The National Treasury has replaced the KSh 50 flat fee charged on eCitizen transactions with a tiered structure that scales with the cost of each service, reaching up to KSh 100 for high-value government transactions. The change, proposed by Treasury Cabinet Secretary John Mbadi under the Public Finance Management (e-Citizen System Management) Regulations 2026, takes effect across all national and county government services on the platform.
“There shall be a convenience fee charged for services offered by national or county government entities onboarded on the system,” Mbadi stated.
The flat KSh 50 fee it replaces had been in place since the platform launched. The High Court ruled it unlawful in April 2025. The new structure ties the convenience fee to the transaction value rather than applying a single rate regardless of service cost.

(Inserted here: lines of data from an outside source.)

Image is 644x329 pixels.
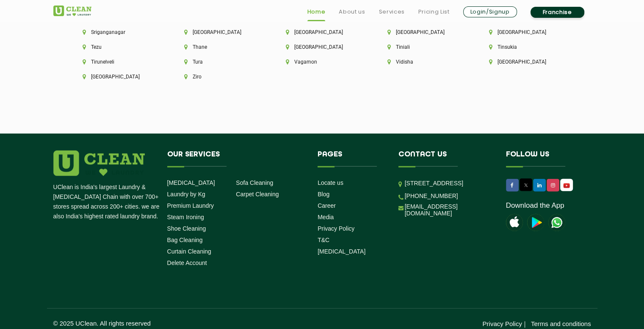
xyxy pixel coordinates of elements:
[482,320,522,327] a: Privacy Policy
[318,191,329,197] a: Blog
[286,44,359,50] li: [GEOGRAPHIC_DATA]
[506,150,580,166] h4: Follow us
[307,7,325,17] a: Home
[318,248,366,255] a: [MEDICAL_DATA]
[167,214,204,220] a: Steam Ironing
[339,7,365,17] a: About us
[286,59,359,65] li: Vagamon
[83,74,155,80] li: [GEOGRAPHIC_DATA]
[527,214,544,231] img: playstoreicon.png
[387,59,460,65] li: Vidisha
[318,237,329,243] a: T&C
[405,179,493,188] p: [STREET_ADDRESS]
[463,7,517,17] a: Login/Signup
[167,248,211,255] a: Curtain Cleaning
[184,44,257,50] li: Thane
[236,191,278,197] a: Carpet Cleaning
[236,180,273,186] a: Sofa Cleaning
[548,214,565,231] img: UClean Laundry and Dry Cleaning
[54,320,322,327] p: © 2025 UClean. All rights reserved
[83,29,155,35] li: Sriganganagar
[379,7,404,17] a: Services
[387,29,460,35] li: [GEOGRAPHIC_DATA]
[54,6,91,16] img: UClean Laundry and Dry Cleaning
[531,320,591,327] a: Terms and conditions
[405,203,493,217] a: [EMAIL_ADDRESS][DOMAIN_NAME]
[54,150,145,176] img: logo.png
[318,202,335,209] a: Career
[318,150,386,166] h4: Pages
[167,180,215,186] a: [MEDICAL_DATA]
[398,150,493,166] h4: Contact us
[167,150,305,166] h4: Our Services
[167,191,205,197] a: Laundry by Kg
[167,259,207,266] a: Delete Account
[184,29,257,35] li: [GEOGRAPHIC_DATA]
[83,44,155,50] li: Tezu
[489,29,562,35] li: [GEOGRAPHIC_DATA]
[54,182,161,221] p: UClean is India's largest Laundry & [MEDICAL_DATA] Chain with over 700+ stores spread across 200+...
[167,225,206,232] a: Shoe Cleaning
[387,44,460,50] li: Tiniali
[318,214,334,220] a: Media
[506,201,564,210] a: Download the App
[167,202,214,209] a: Premium Laundry
[561,181,572,190] img: UClean Laundry and Dry Cleaning
[286,29,359,35] li: [GEOGRAPHIC_DATA]
[405,193,458,199] a: [PHONE_NUMBER]
[184,59,257,65] li: Tura
[489,44,562,50] li: Tinsukia
[318,180,343,186] a: Locate us
[318,225,354,232] a: Privacy Policy
[83,59,155,65] li: Tirunelveli
[167,237,203,243] a: Bag Cleaning
[184,74,257,80] li: Ziro
[489,59,562,65] li: [GEOGRAPHIC_DATA]
[418,7,449,17] a: Pricing List
[530,7,584,18] a: Franchise
[506,214,523,231] img: apple-icon.png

The New Fee Tiers at a Glance
| Service cost | Convenience fee | Example services |
|---|---|---|
| Above KSh 100,000 | KSh 100 | Stamp duty, land rent, title transfers, lease extensions, premium payments for government land |
| KSh 10,000 to KSh 99,999 | KSh 70 | Company registration, consulting engineer registration, work permits, court filing fees for major civil and commercial disputes, land transfer charges, county business permits for medium and large businesses, construction approvals, some visa categories |
| KSh 500 to KSh 9,999 | KSh 50 | Passport applications and renewals, smart driving licence applications, Certificate of Good Conduct, business name registration, marriage certificates, land searches, late birth certificate applications, duplicate driving licences, driving test bookings, visa applications, various NTSA services |
| KSh 100 to KSh 499 | KSh 5 | Duplicate birth certificates, temporary permits, small county permits, civil registration document searches, motor vehicle searches, basic NTSA and Judiciary document requests |
| Below KSh 99 | Free | eCitizen account creation, login, profile access, government service searches, information lookups, government waivers including free ID replacement applications through Huduma Kenya |
Why the Fee Exists and Who Is Questioning It
Treasury has linked the convenience fee directly to the cost of running the platform. Without it, the ministry warned, maintaining the eCitizen system and its 30,000 services faces financial risk.
The Auditor General, Nancy Gathungu, has raised scrutiny over the fee increase. The concern sits alongside the legal history of the previous flat fee, which a court struck down as unlawful, giving the new tiered structure a legal question it will need to survive if challenged.
For most Kenyans, the practical impact concentrates in the KSh 50 tier. Passport renewals, driving licences, Certificates of Good Conduct and business name registrations all fall here. These are the services that ordinary citizens access most often, and the fee on each rises from the previous KSh 50 flat rate only where the service itself costs less than KSh 500.
For high-value transactions, stamp duty, title transfers and land rent payments, the KSh 100 fee represents a marginal addition to a transaction already running into hundreds of thousands of shillings.
The regulations are open for public comment before they take effect. Kenyans can submit feedback through the Kenya Gazette process or directly to the National Treasury.